As the pens dwindled, Grady moved outside with Lady ahead of him, on it without a word or a bark between them, openinggates and moving the flock through. The buzz of the clippers was a steady drone of on-on-on, off, on-on-on, off. And on the other side of the wall from the shearers, the sheep popped out into the corral, white as newborns and skinny to their visible hip bones as they milled about like dazed new arrivals, blinking up at the sun and around at each other, only the occasional mark of bright-red blood on a shorn white flank.

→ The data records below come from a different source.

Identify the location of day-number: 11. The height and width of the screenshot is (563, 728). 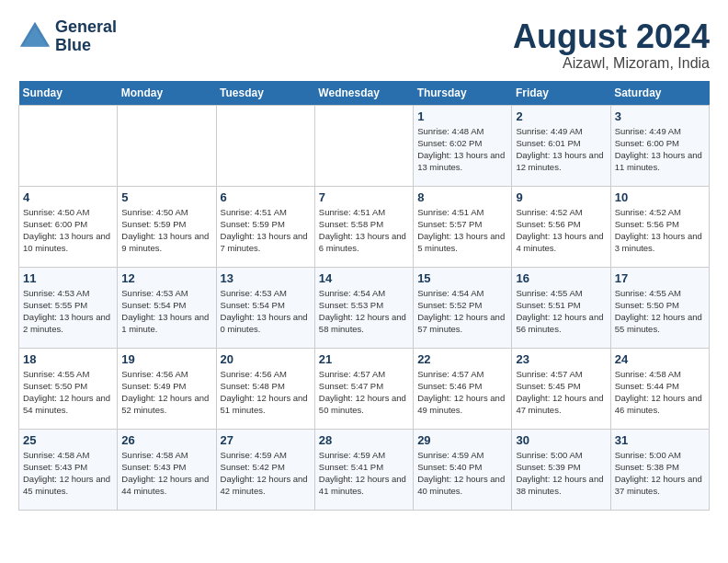
(68, 278).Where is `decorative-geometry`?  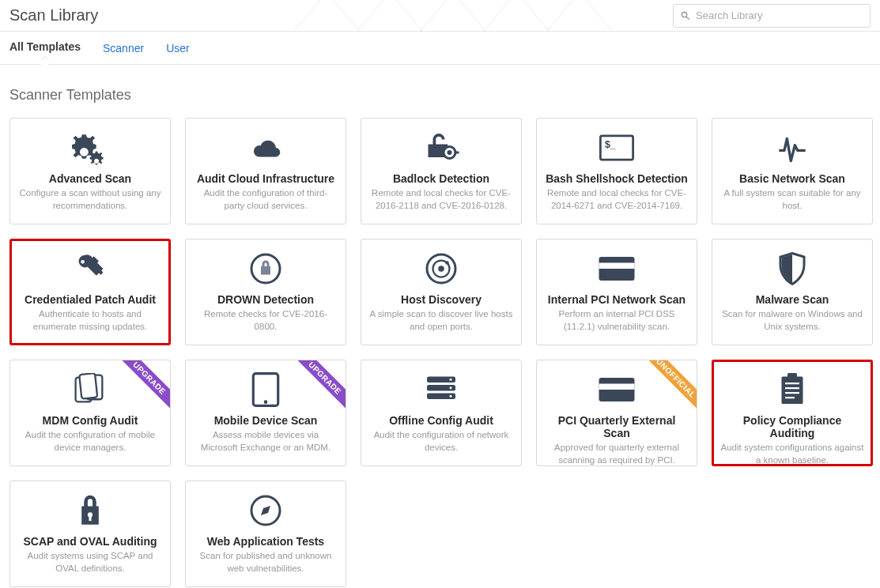 decorative-geometry is located at coordinates (477, 16).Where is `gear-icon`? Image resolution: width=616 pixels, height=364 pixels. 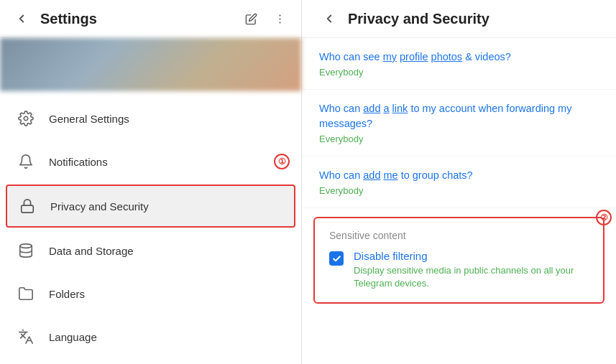 gear-icon is located at coordinates (26, 118).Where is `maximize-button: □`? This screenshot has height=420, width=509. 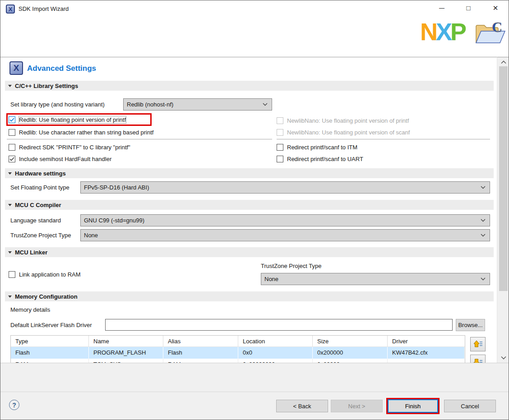 maximize-button: □ is located at coordinates (468, 8).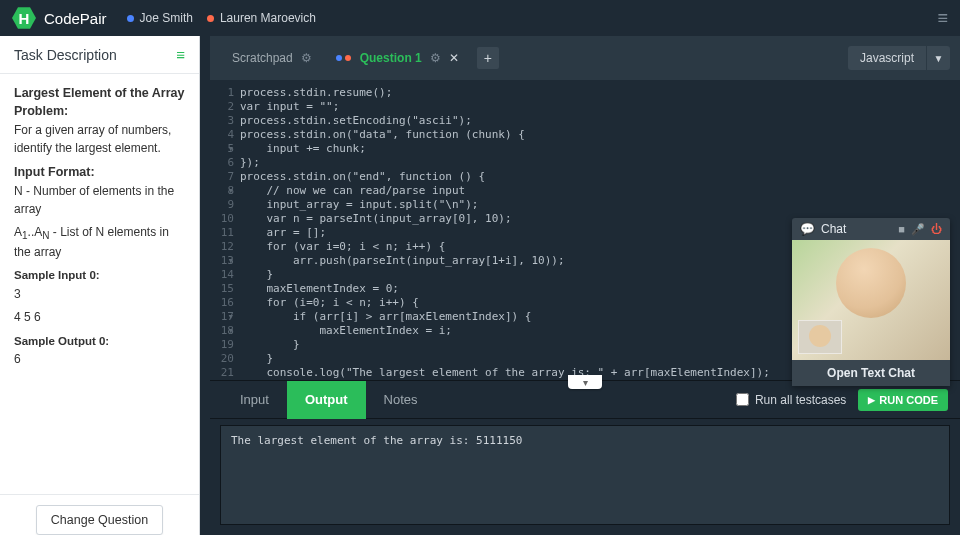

The work happened non-stop until break, the pens emptying and filling, the front pen filling and filling, and one by one they got done. The shearers ground their combs and cutters before taking a seat, sparks flying from the grinder as the plate circled backwards and forwards, a sharp whirring filling the shed. The sheep bleated to one another, their hooves tapping the wooden slats of the floor, punctuating a silence that felt new after hours of the buzzing of the clippers. The deep smell of sheep manure rose up from beneath bodies heavy with wool and mingled with the greasy scent of lanolin.

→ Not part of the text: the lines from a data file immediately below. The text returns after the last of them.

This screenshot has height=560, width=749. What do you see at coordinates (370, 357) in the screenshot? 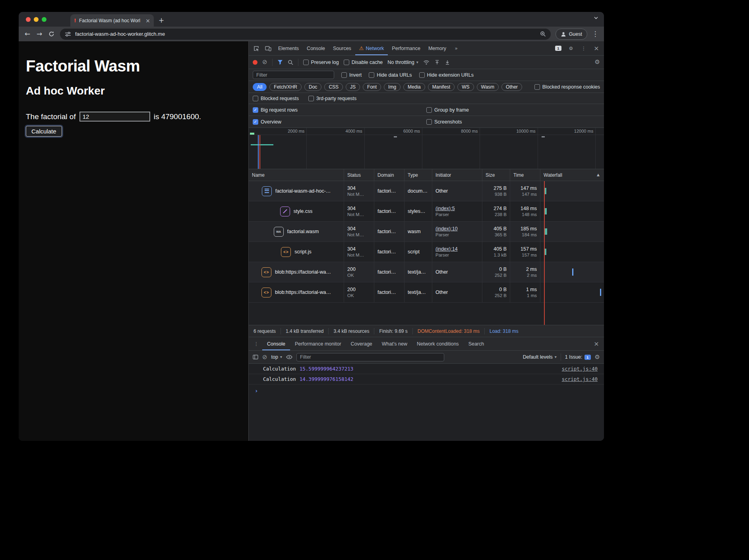
I see `console-filter-input` at bounding box center [370, 357]. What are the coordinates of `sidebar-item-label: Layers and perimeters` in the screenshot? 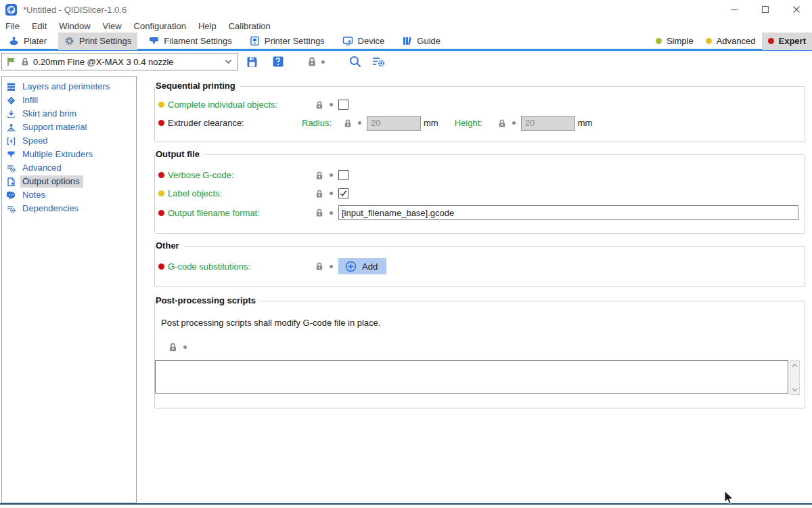 It's located at (66, 87).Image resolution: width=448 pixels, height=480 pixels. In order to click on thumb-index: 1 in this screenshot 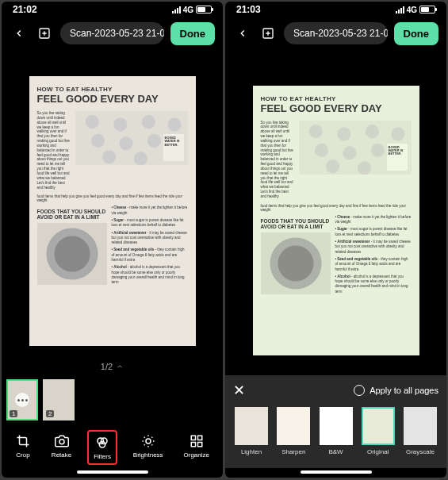, I will do `click(13, 414)`.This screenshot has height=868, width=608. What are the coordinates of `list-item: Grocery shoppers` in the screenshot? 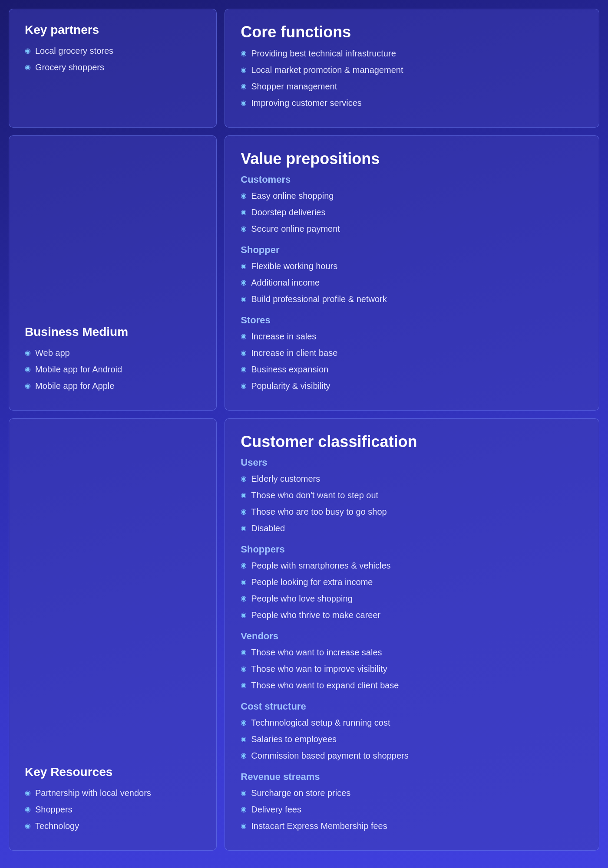 It's located at (113, 67).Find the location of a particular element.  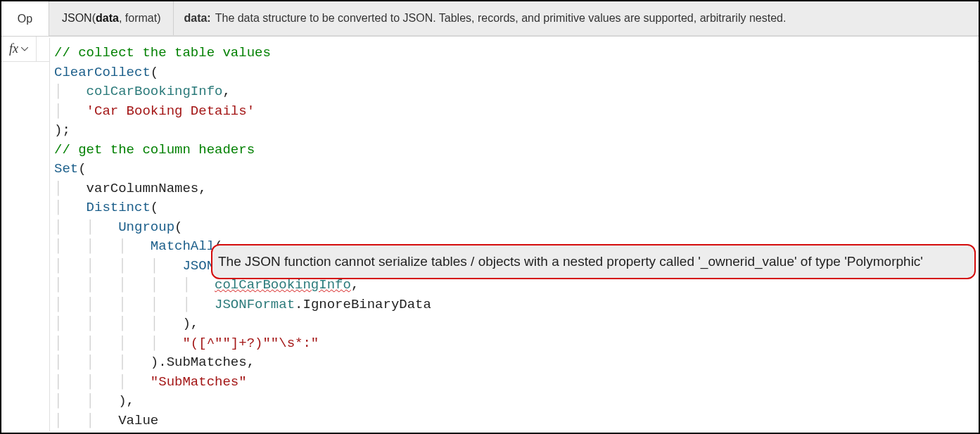

fx-indicator: fx is located at coordinates (19, 49).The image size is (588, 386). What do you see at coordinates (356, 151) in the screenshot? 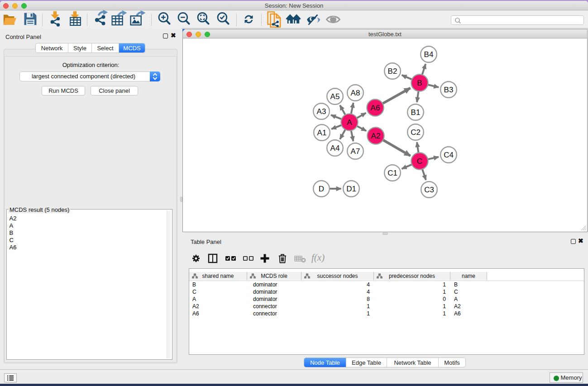
I see `svg-text: A7` at bounding box center [356, 151].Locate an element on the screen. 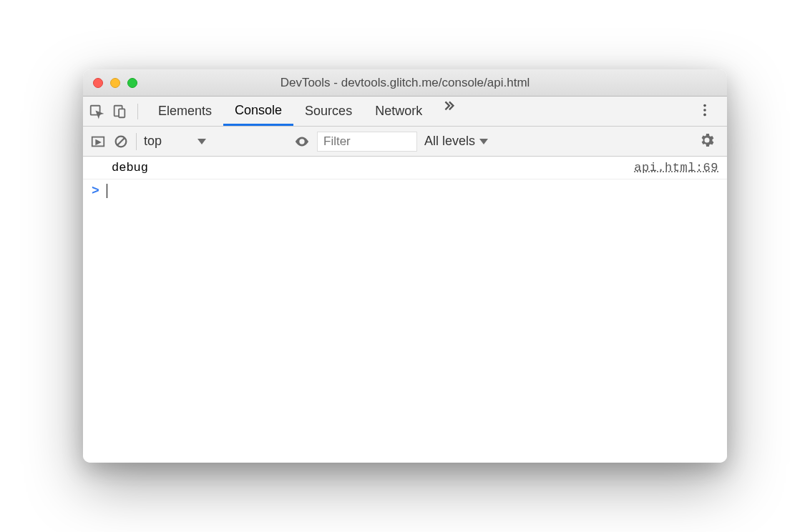  log-source-link: api.html:69 is located at coordinates (676, 167).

“The missus sent some coffee cake for ya, Grady, but I reckon when she finds out you’re here, Little Cole, she gonna send a whole course meal,” JP said and mussed Cole’s hair as he passed him.

Cole batted him away with a guffaw, his dark eyes bright and alive. He wiped the sweat from his forehead with the hem of his shirt and took a seat on the floor among the shearers. Grady said he’d go on and get the coffee.

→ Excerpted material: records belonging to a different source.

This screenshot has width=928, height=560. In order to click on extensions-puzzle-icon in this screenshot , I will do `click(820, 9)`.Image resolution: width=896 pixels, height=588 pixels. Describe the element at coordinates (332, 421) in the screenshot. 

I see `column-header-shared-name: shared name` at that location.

“I can do it.” Cole went to get up.

“Sit,” Grady told him. He went out and down to the house.

When he got back Cole was eating and taking some ribbing from Carson about something he did when he was a kid. Cole was laughing, defending himself between bites on his sandwich, and Grady couldn’t help the light feeling in his chest at seeing him so at ease.

“So, how’d ya end up here?” JP asked. “Grady don’t take hands.” JP took the coffee Grady handed him and winked.

Cole shrugged and muttered about how Grady don’t take hands but he needs them.

“Oh hoho!” JP crowed.

Grady shook his head and took a seat. He pressed his back against the wall of the front pen and took a slice of cake.

“If ya gonna take a hand, I reckon a Cole should do it,” Carson said and sized Cole up. “But I woulda gone with Jack.”

“Ah, fuck off,” Cole said.

“Just messin’,” Carson said. “Everyone knows he don’t wanna break a nail.”

“Where’s the missus, Grady?” Milly asked. “Still lawyerin’?”

“Yep.”

“She’s got a big case,” Cole said.

Grady raised both eyebrows. He hadn’t thought Cole had been listening to a word Charmaine said. But he should’ve known better—Cole was always listening.

“Yeah?” JP said to Grady.

“Yep.”

Milly rolled her eyes and turned to Cole. “Like gettin’ blood out of a stone. What’s the case?”

Cole shrugged. “Somethin’ about some kids in some kinda trouble?”

And Grady thought about how Charmaine had talked about it at dinner without actually saying it, and figured it did sound like some kids in some kinda trouble.

Everyone looked at Grady to clarify, their mouths chewing and sipping coffee and smoking cigarettes, their eyes questioning. Grady didn’t really want to get into it.

“Some kids got some trouble done to ’em,” he said.

He saw JP get it, the recognition and flash of anger in his eyes. He cleared his throat. “Good thing they got her, then.” Whichwas a nice sentiment, Grady thought, but Charmaine was young and green, and she knew as well as Grady did they gave her the case because no one else wanted those cases. Still, it was true enough she’d work her ass off to give those boys the best shot they could hope for in these parts.